Abstract

Leading Economic Development is an effective primer for new leaders or entry-level professionals interested in, intrigued by, or responsible for economic development at a variety of scales. Although the book draws primarily from the author’s experience as a university president and by implication the role of “institutions” (broadly conceptualized) in the development process, the book can be used to inform the everyday practices of actors in neighborhoods or the strategies of entire states. Indeed, the book’s core themes address the challenges facing cities, states, nongovernmental organizations/institutions (such as universities), regional development authorities, and the private sector as “places” struggle to compete for capital investment and endeavor to identify strategies that reconfigure (or merely stall) the “zero-sum” dynamics of uneven development. To accomplish this, the text surveys the theories and dynamics that inform local growth: workforce development, economic clusters, amenities/cultural assets, place-branding, globalization, innovation, venture capital, and the functional as well as relational dynamics of the elusive “triple helix.”
The book’s structure is familiar and effectively organized into four parts: Orientation & Concepts (chapters 1 and 2); Processes Impacting Economic Development (chapters 3-6); Relationships, Partnerships & Collaboration: The “Triple Helix” for Economic Development (chapters 7-9); and The Future of Economic Development (chapters 10-12). In addition, Johnson includes a glossary (particularly useful when deciphering acronyms), detailed notes, and comprehensive index, as well as a brief introduction and conclusion. Although the book is structured as an academic work, the tone and style is intentionally accessible to unfamiliar readers and peppered with useful anecdotes of successful and some less successful attempts to apply general theories in place.
Although the tool kit analogy is useful, Johnson’s most interesting contribution is to provide academics with real-world insights into how local leaders adopt, distill, transform, and contort the more conceptual contributions of prominent “pop” scholars such as Porter and Florida—as well as less visible folks like Saxenian and Etzkowitz in situ. Needless to say, the works of these colleagues and others have and arguably will continue to drive the local logic and bandwagon of economic development—clusters, knowledge economies, and creative classes.
To be honest and from the perspective of a researcher who has investigated clusters (high-tech and no-tech), economic development in peripheral regions, and the dynamics of uneven development, I was reminded once again that the realities of uneven development on the ground can be brutal. The good news is that this book underscores that leaders (or at least most leaders) have a sincere interest to not only serve their communities but also to improve them. To accomplish these deceptively simple objectives, practitioners have culled a vast academic literature and endeavored to make sense of it to conclude that it is necessary to (a) embed firms in place (firm retention) and (b) recruit/retain talent (workforce). To embed firms in place and recruit talent, the primary strategies that have gained policy traction focus on “specialization” (clusters) rooted in sustained innovation (triple helix) and “differentiation” (place branding). If successful, this basic and familiar strategy yields economic growth, new start-ups, and recruits new external capital; yet, as Johnson notes, the Gordian knot facing leaders is the reality of hyper-competition within and between places that occurs at multiple scales and is informed by macrolevel processes situated well beyond the grasp of local leaders.

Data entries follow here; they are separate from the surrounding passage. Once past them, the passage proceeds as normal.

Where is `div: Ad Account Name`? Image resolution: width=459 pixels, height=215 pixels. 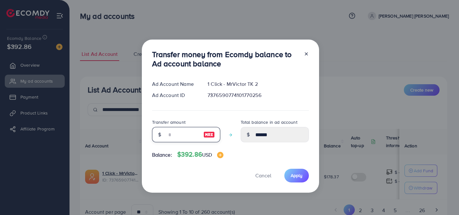 div: Ad Account Name is located at coordinates (175, 84).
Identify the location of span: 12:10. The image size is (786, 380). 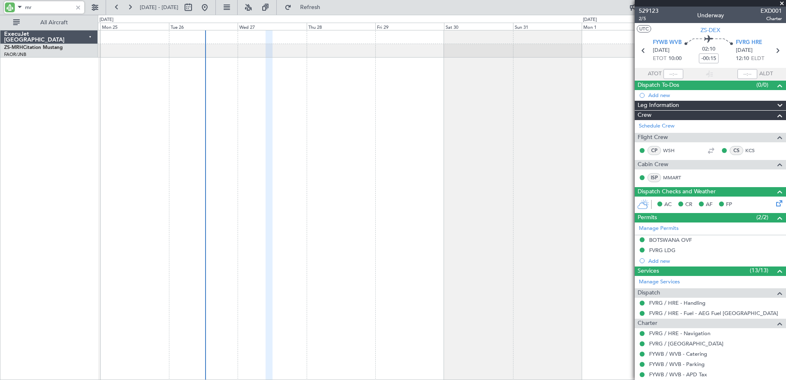
(742, 59).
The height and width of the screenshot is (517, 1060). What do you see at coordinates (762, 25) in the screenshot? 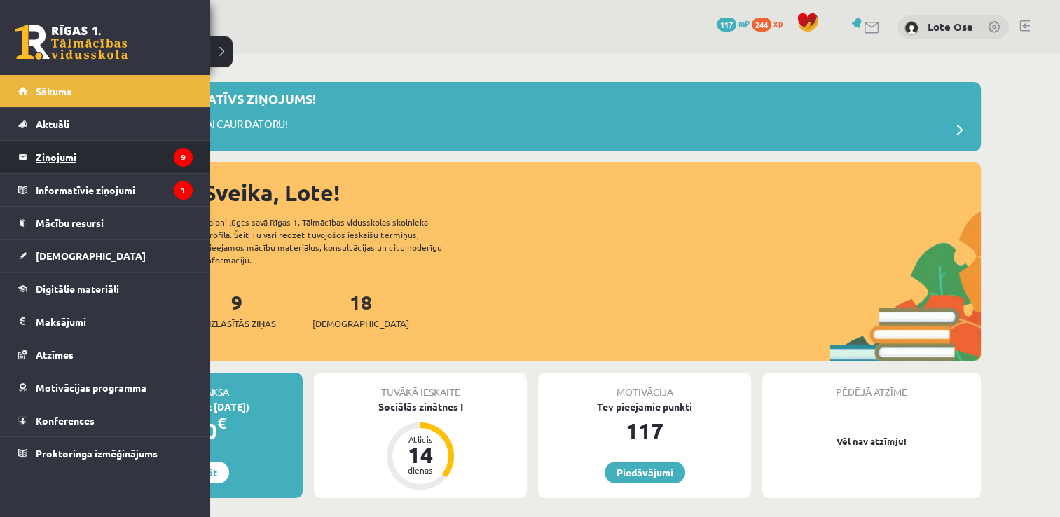
I see `span: 244` at bounding box center [762, 25].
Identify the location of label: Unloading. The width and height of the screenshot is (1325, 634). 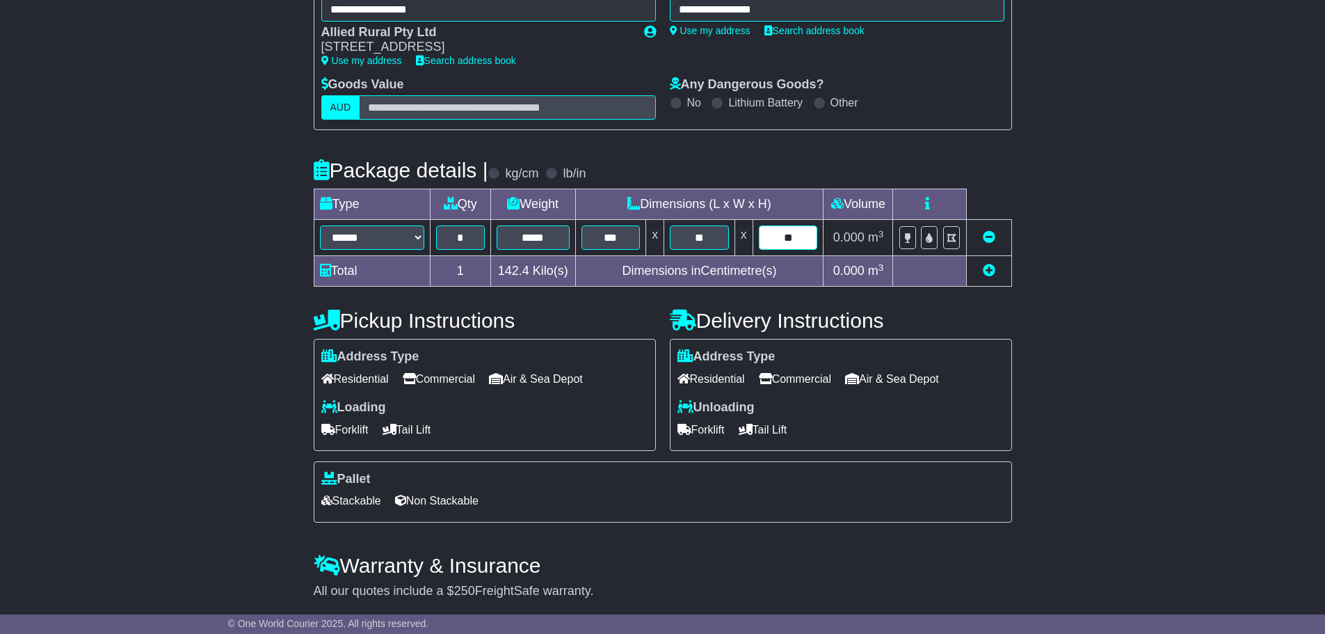
(716, 408).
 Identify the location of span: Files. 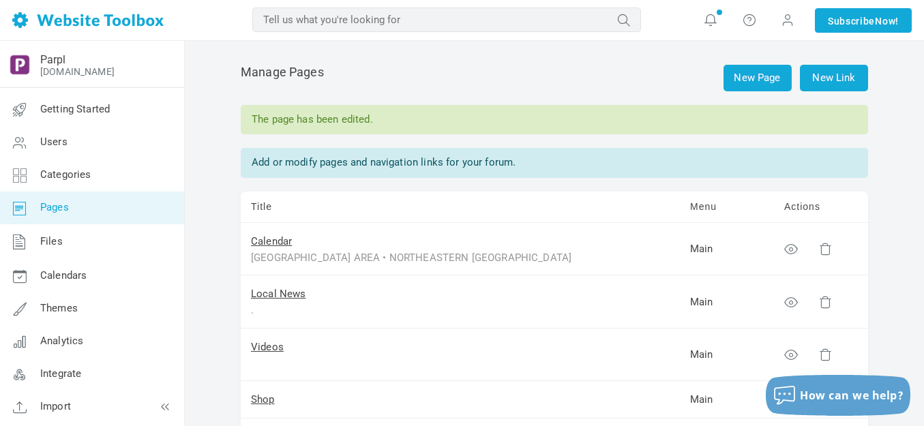
(51, 241).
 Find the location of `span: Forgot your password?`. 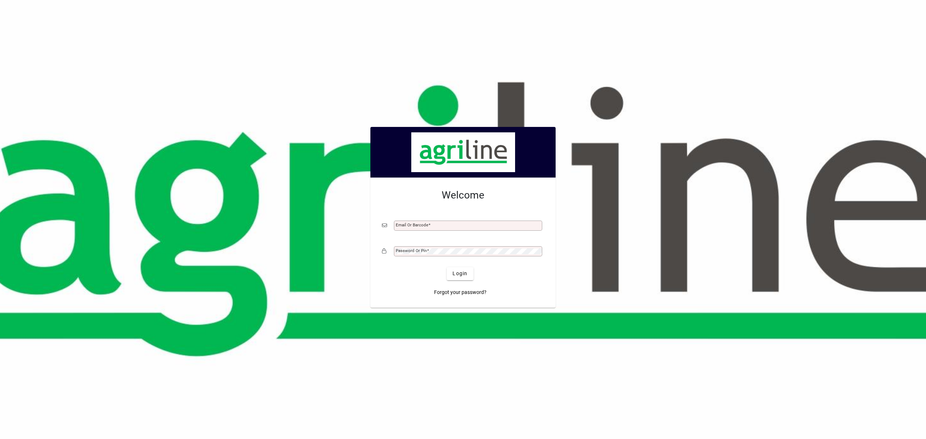

span: Forgot your password? is located at coordinates (460, 292).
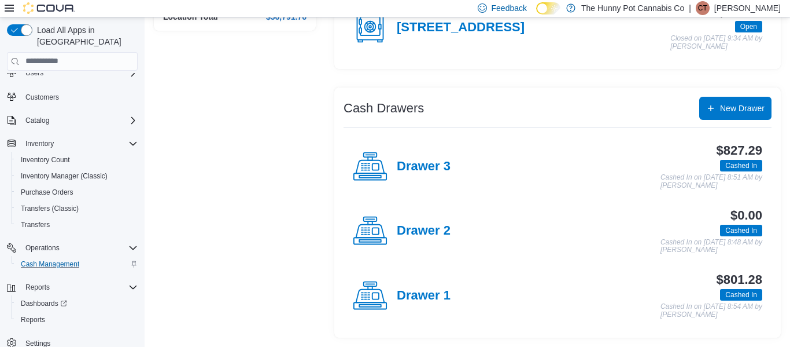 This screenshot has height=347, width=790. I want to click on h4: Drawer 1, so click(423, 296).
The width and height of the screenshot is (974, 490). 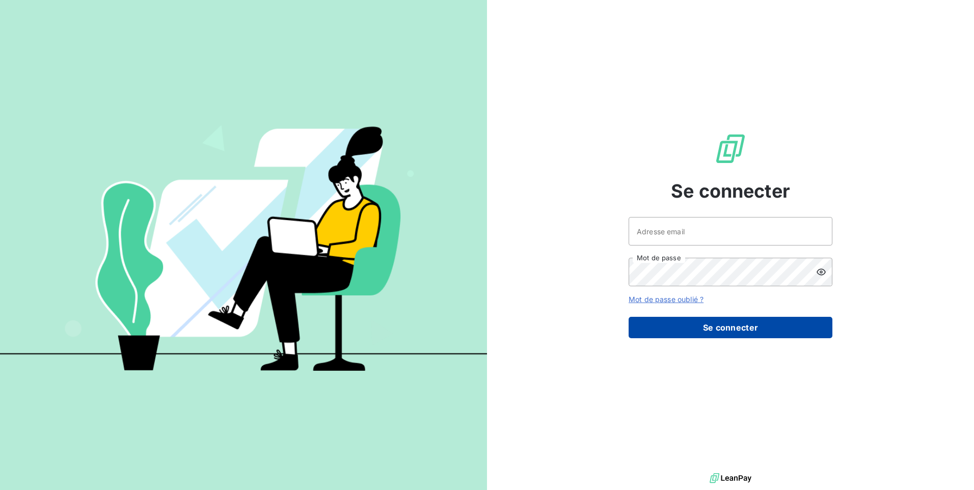 What do you see at coordinates (731, 328) in the screenshot?
I see `button: Se connecter` at bounding box center [731, 328].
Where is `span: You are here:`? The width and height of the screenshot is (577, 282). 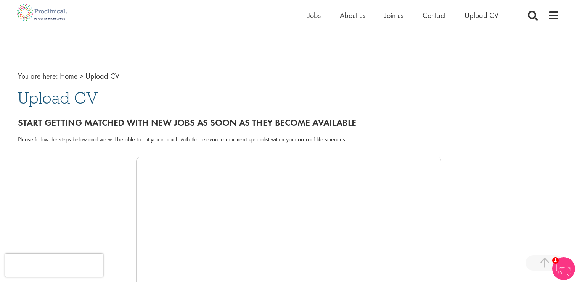 span: You are here: is located at coordinates (38, 76).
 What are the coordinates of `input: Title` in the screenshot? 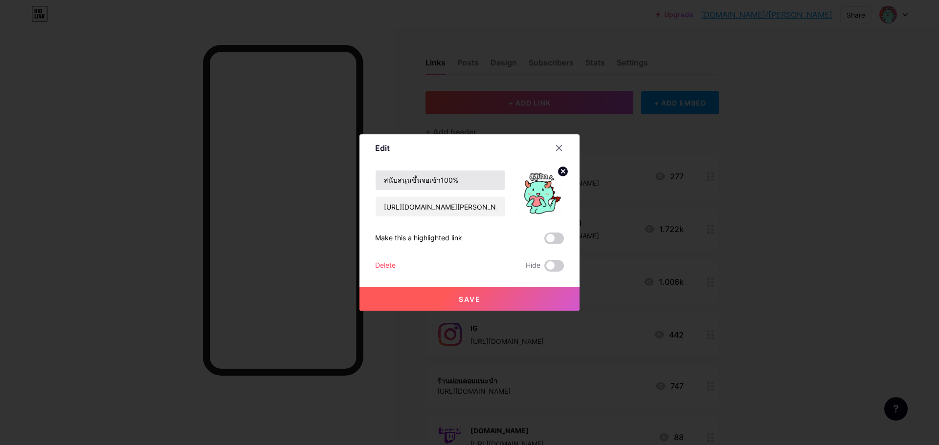 It's located at (440, 180).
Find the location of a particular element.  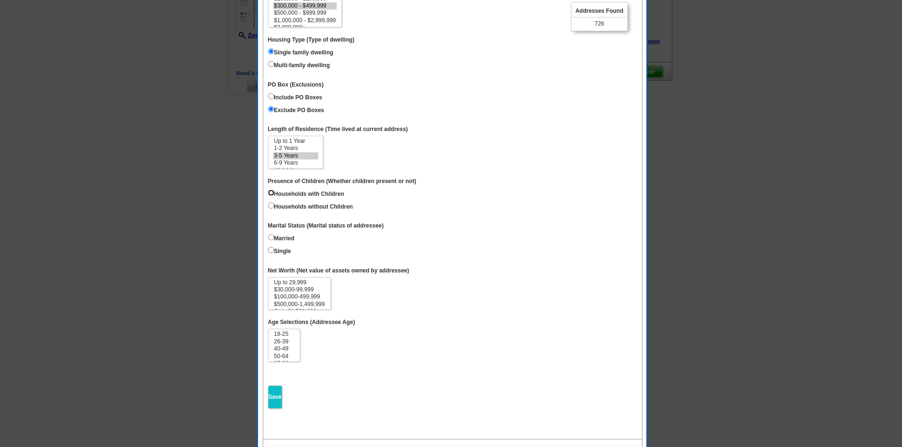

label: PO Box (Exclusions) is located at coordinates (296, 85).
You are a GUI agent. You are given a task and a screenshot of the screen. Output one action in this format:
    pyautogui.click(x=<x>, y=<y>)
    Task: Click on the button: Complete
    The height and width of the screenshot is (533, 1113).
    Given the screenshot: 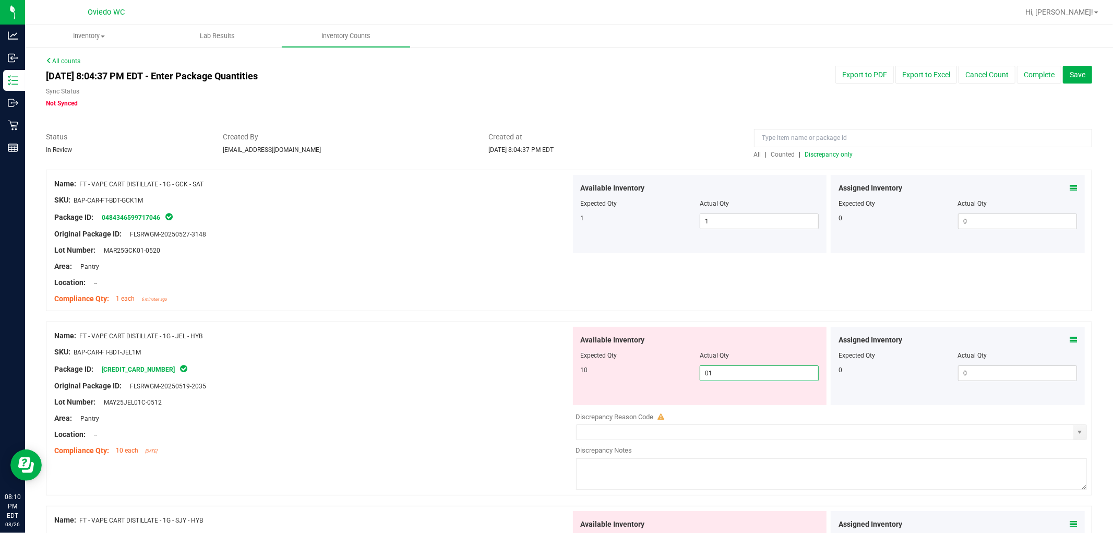 What is the action you would take?
    pyautogui.click(x=1039, y=75)
    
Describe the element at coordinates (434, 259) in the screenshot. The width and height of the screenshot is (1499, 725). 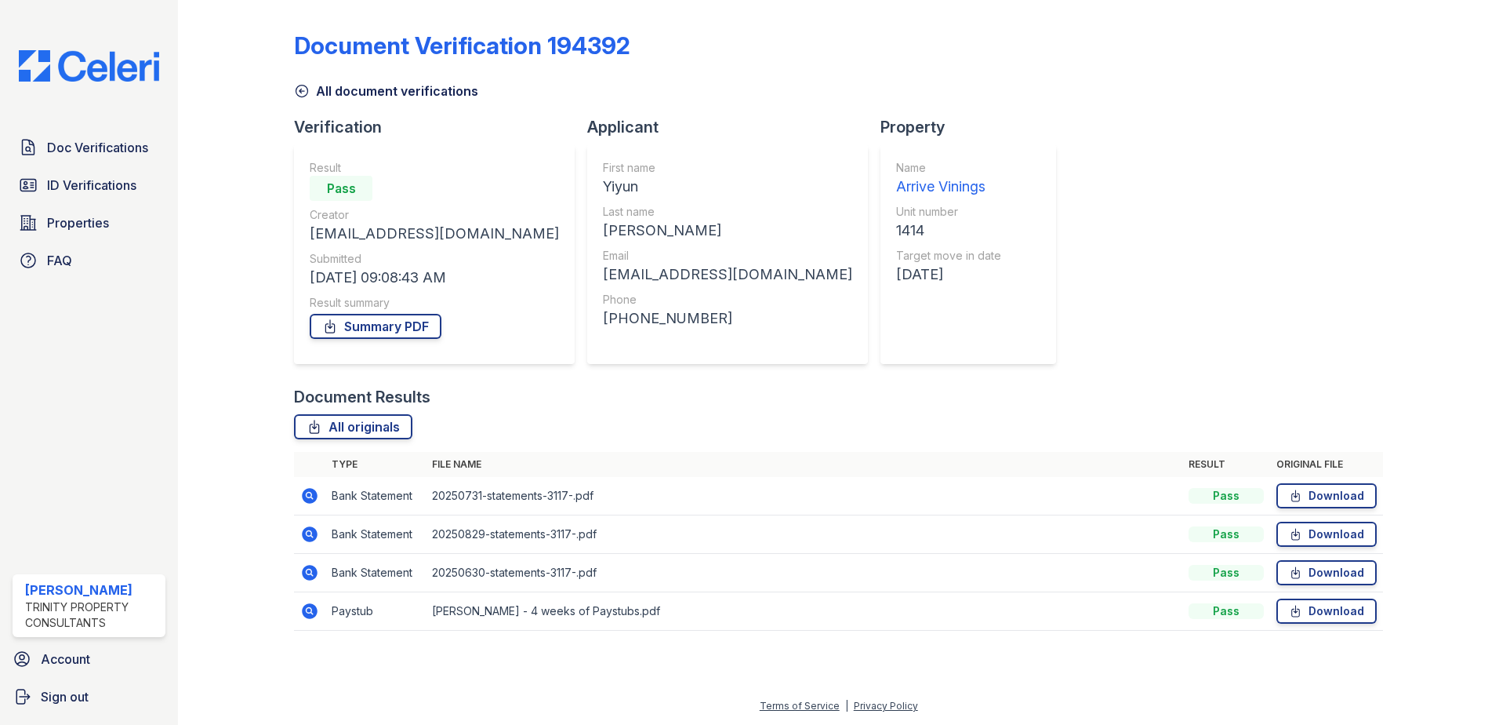
I see `div: Submitted` at that location.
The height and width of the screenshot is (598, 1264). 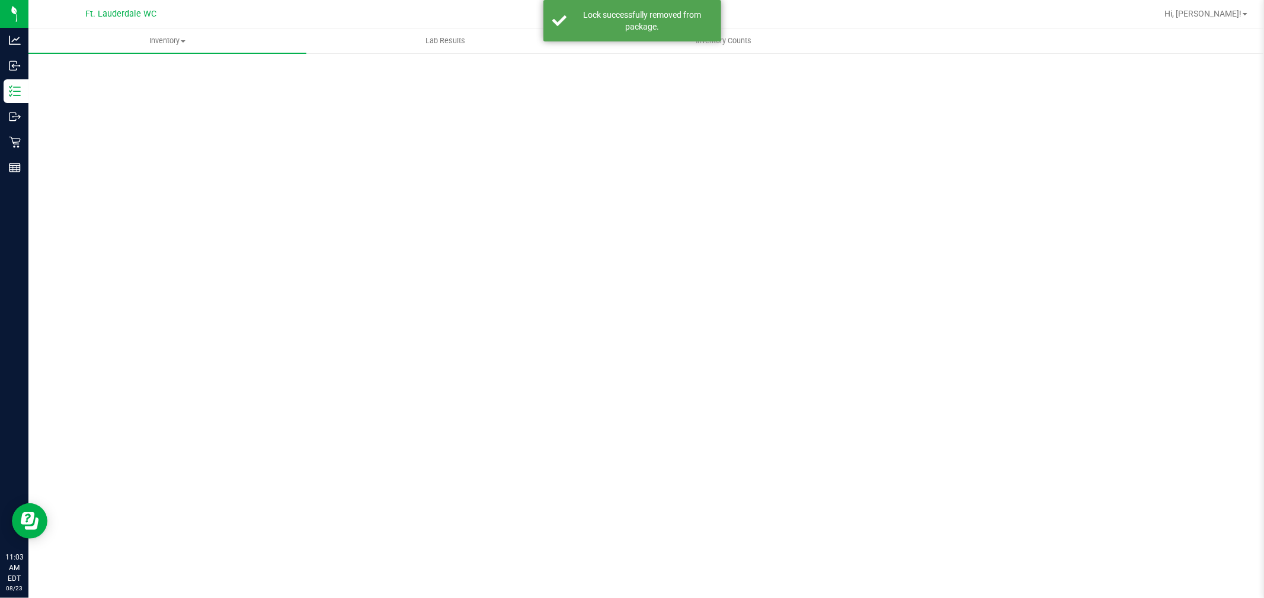 I want to click on span: Inventory Counts, so click(x=723, y=41).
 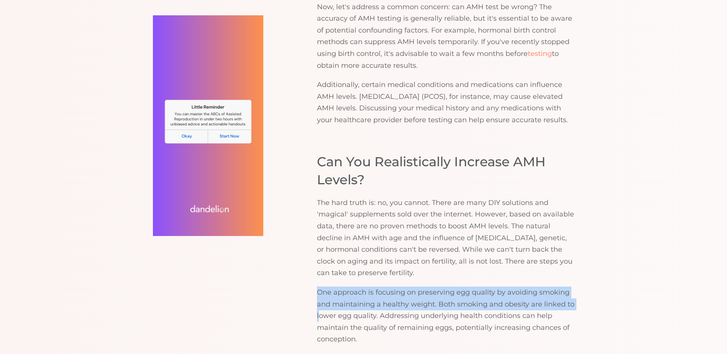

Whereas it would be easy to abandon comprehensive, sustained, and expensive strategic investments and opt for a responsive (not necessarily reactive) approach informed by politics, the strength of Johnson’s book is its optimism and the importance placed on leadership—not policy, mechanics, or bidding wars. To that end, leaders must see economic development “. . . from the vantage point of where it is heading rather than where it has been” (pp. 15-16) while being mindful that it is a process driven by the timetable of industry—not election cycles or 5-year contracts. This message is the book’s most important contribution to the broader community of civic and elected leaders—look beyond the horizon and identify a sustainable local investment strategy (i.e., critical infrastructures and local amenities) that creates a coherent “place” with a comparative and competitive advantage for an industry or collection of allied industries. It is not easy, but this book clarifies the complex and moves beyond the basic politics of “jobs” in an effort to encourage a more intentional discussion of economic development across all sectors and spaces.